The essays collected here are organised not by date or platform but by conceptual arc. Each sequence is a cluster of related pieces that, read together, constitute an argument larger than any single article.
Published May 2026, Elaph (Arabic)
Three essays forming a deliberate sequence on how language functions as a political instrument in the context of Gaza and international order.
عندما تنهار الفئات: الخلط والسلطة وسياسات التسمية — When Categories Collapse: Confusion, Power, and the Politics of Naming
عندما تصبح اللغة فخًا — When Language Becomes a Trap
حين تصبح الحقيقة غير قابلة للتعرّف: غزة وانهيار لغة النظام الدولي — When Truth Becomes Unrecognisable: Gaza and the Collapse of the Language of International Order
The sequence moves from the structural (how classification systems operate) to the procedural (how language is weaponised institutionally) to the evidentiary (what happens when the international system’s own language can no longer name what it is witnessing).
Britain Palestine Project, Elaph, and archive
A sequence examining the 1930 Buraq Wall Commission ruling and its implications for contemporary legal argument. The Ottoman administrative record is not historical background. It is primary source material with active evidentiary standing.
Britain Palestine Project and archive
Essays tracing the legal and administrative continuity from Ottoman governance through the British Mandate and into the present international legal framework. The argument: that Palestinian legal standing is not a claim made in the absence of documentation but one that is recoverable from the documentary record itself.
Palestine Chronicle, May 2026
An essay on the Venice Biennale as a site of contested representation, and on the concept of narrative infrastructure as the organised architecture through which some realities are made visible and others are systematically obscured.
Substack and English-language archive
A recurring thread across multiple essays on the institutional, procedural, and linguistic mechanisms through which the Palestinian case is rendered illegible to international publics and institutions — and on the counter-structures that analysis and archival work can build against it.
Arabic and Italian tracks, 2025–2026
A sequence of essays across Elaph, Al-Hayat Washington, L’AntiDiplomatico, and Il Fatto Quotidiano examining the political economy of permanent war: the structural incentives, financial architectures, and institutional arrangements that sustain armed conflict as a condition rather than an exception.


What you need to do:
Set every entry below down once more, exactly as it stands, without images.

Interface dataset entries:
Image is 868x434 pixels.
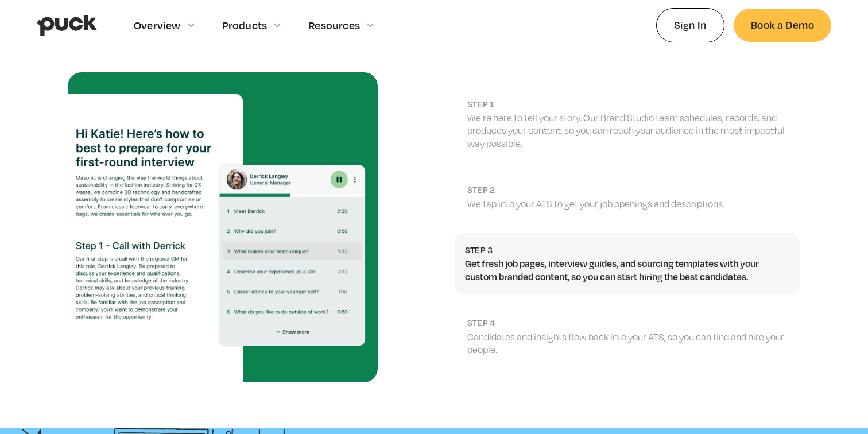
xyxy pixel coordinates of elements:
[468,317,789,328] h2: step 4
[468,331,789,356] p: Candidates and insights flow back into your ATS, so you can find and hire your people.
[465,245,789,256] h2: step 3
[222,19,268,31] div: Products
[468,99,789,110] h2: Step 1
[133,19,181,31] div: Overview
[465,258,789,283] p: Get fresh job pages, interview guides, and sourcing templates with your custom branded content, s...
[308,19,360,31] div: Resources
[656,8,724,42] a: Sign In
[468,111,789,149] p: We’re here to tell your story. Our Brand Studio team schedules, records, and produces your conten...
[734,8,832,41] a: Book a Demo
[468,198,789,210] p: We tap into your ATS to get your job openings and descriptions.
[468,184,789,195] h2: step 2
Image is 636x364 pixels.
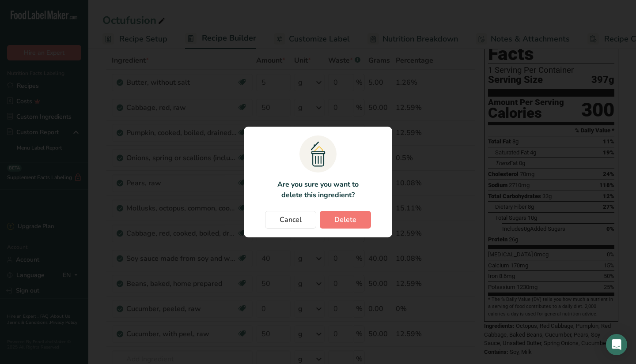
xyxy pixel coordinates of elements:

Exercise response:
Image is 868x434 pixels.
xyxy pixel coordinates of elements:
[468,317,789,328] h2: step 4
[468,331,789,356] p: Candidates and insights flow back into your ATS, so you can find and hire your people.
[465,245,789,256] h2: step 3
[222,19,268,31] div: Products
[468,99,789,110] h2: Step 1
[133,19,181,31] div: Overview
[465,258,789,283] p: Get fresh job pages, interview guides, and sourcing templates with your custom branded content, s...
[308,19,360,31] div: Resources
[656,8,724,42] a: Sign In
[468,111,789,149] p: We’re here to tell your story. Our Brand Studio team schedules, records, and produces your conten...
[734,8,832,41] a: Book a Demo
[468,198,789,210] p: We tap into your ATS to get your job openings and descriptions.
[468,184,789,195] h2: step 2
Image is 636x364 pixels.
xyxy pixel coordinates of elements:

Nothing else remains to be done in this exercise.